Researchers have invented a new sort of material with a built-in superpower: it can bend, shape and focus sound waves that pass through it, opening up new possibilities for medical imaging, personal audio and other acoustic devices. The precisely engineered surface is a metamaterial, a new class of materials that can sometimes seem to do the impossible, like power a real invisibility cloak straight out of science fiction.

The video below demonstrates how a team of researchers from the University of Sussex and University of Bristol put together a layer of the finely engineered material in the form of small bricks that can introduce a phase change to sound waves passing through them – this is similar to the effect that allows for the control of sound waves as they pass through woodwind instruments.

By arranging 16 different types of the bricks into a single layer on a grid, the team was able to use sound waves to actually levitate a tiny polystyrene bead. The team was also able to successfully levitate the bead using a different configuration made up of only eight different types of bricks.

Metamaterial bricks and quantization of meta-surfaces - Long Version

The bricks work by slowing down incoming sound to allow for it to be transformed.

"We want to create acoustic devices that manipulate sound with the same ease and flexibility with which LCDs and projectors do to light," explained Prof. Sriram Subramanian, Head of the Interact Lab at the University of Sussex.

Precisely shaped sounds are used in medical imaging and therapy as well as in consumer audio products. The researchers envision new applications like creating audio hotspots or focusing high-intensity ultrasound waves to attack tumors in the body.
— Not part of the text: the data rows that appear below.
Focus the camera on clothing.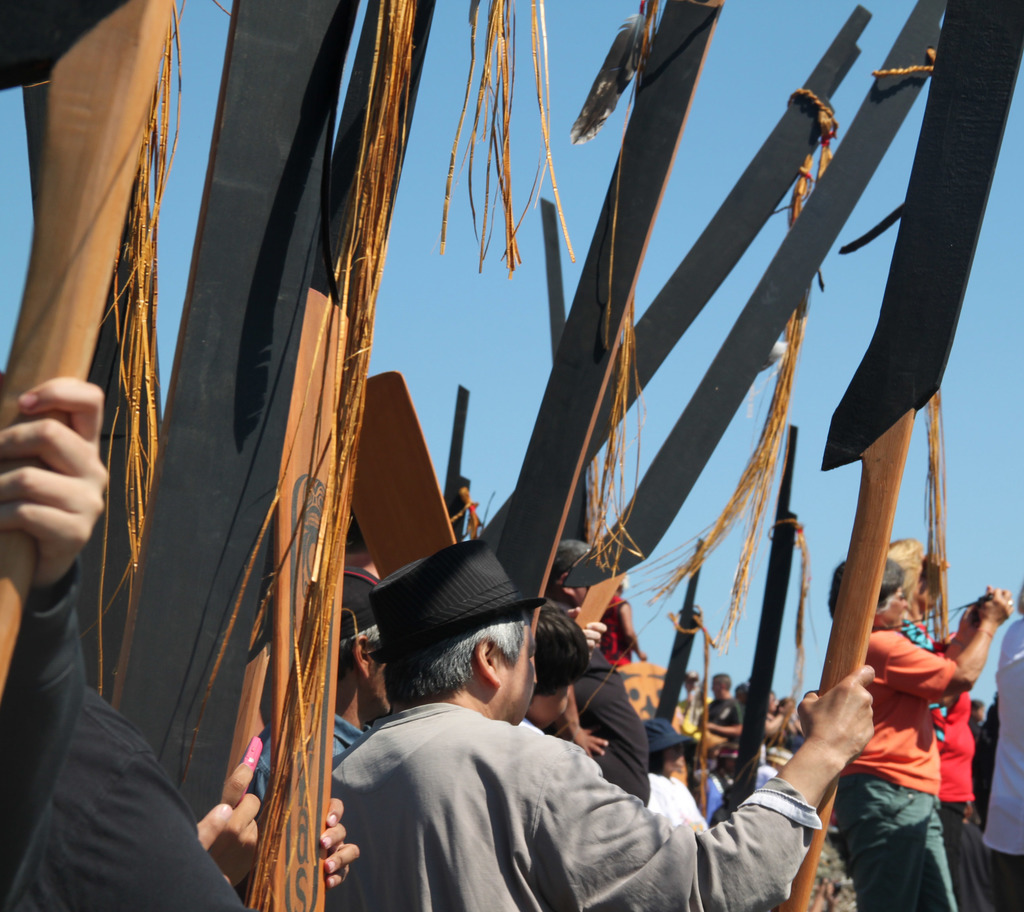
Focus region: {"left": 0, "top": 550, "right": 244, "bottom": 911}.
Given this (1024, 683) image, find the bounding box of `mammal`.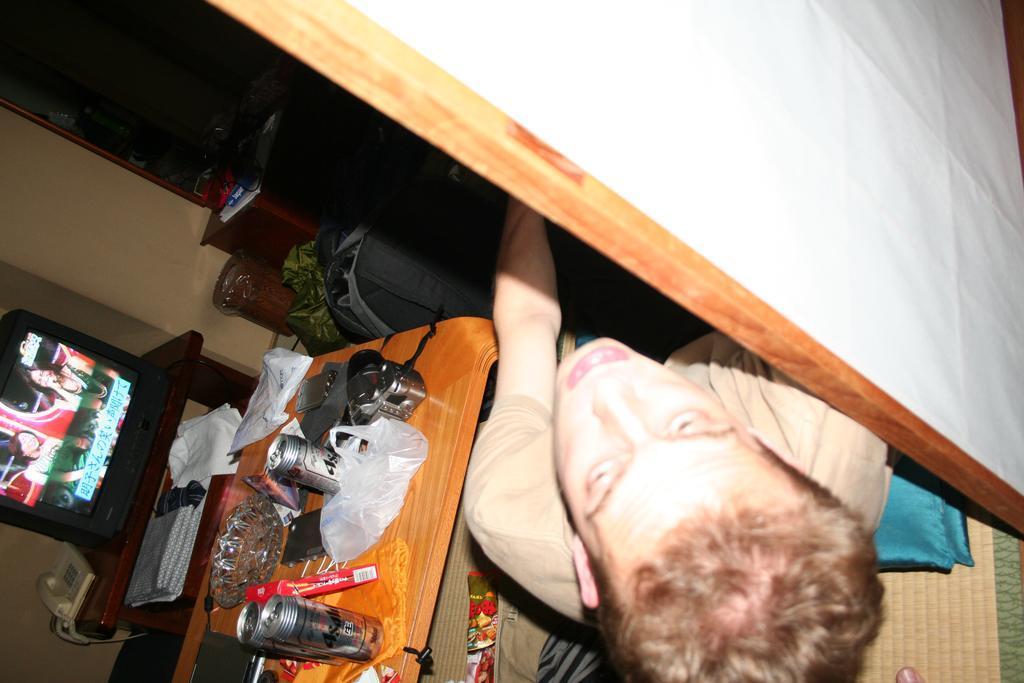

Metamaterial bricks can be arranged into a layer to shape and transform sound
Metamaterial bricks can be arranged into a layer to shape and transform sound

"In the future I think there will be many exciting applications of this technology," said Bruce Drinkwater, Professor of Ultrasonics at the University of Bristol. "We are now working on making the metamaterial layers dynamically reconfigurable. This will mean we can make cheap imaging systems which could be used either for medical diagnostics or crack detection."

The team's research was published Monday in the journal Nature Communications, and lays out a cheap and simple way to take advantage of the new metamaterials.

"Our metamaterial bricks can be 3D printed and then assembled together to form any sound field you can imagine," said Dr. Gianluca Memoli at the University of Sussex, who led the study. "You can think of a box of our metamaterial bricks as a do-it-yourself acoustics kit."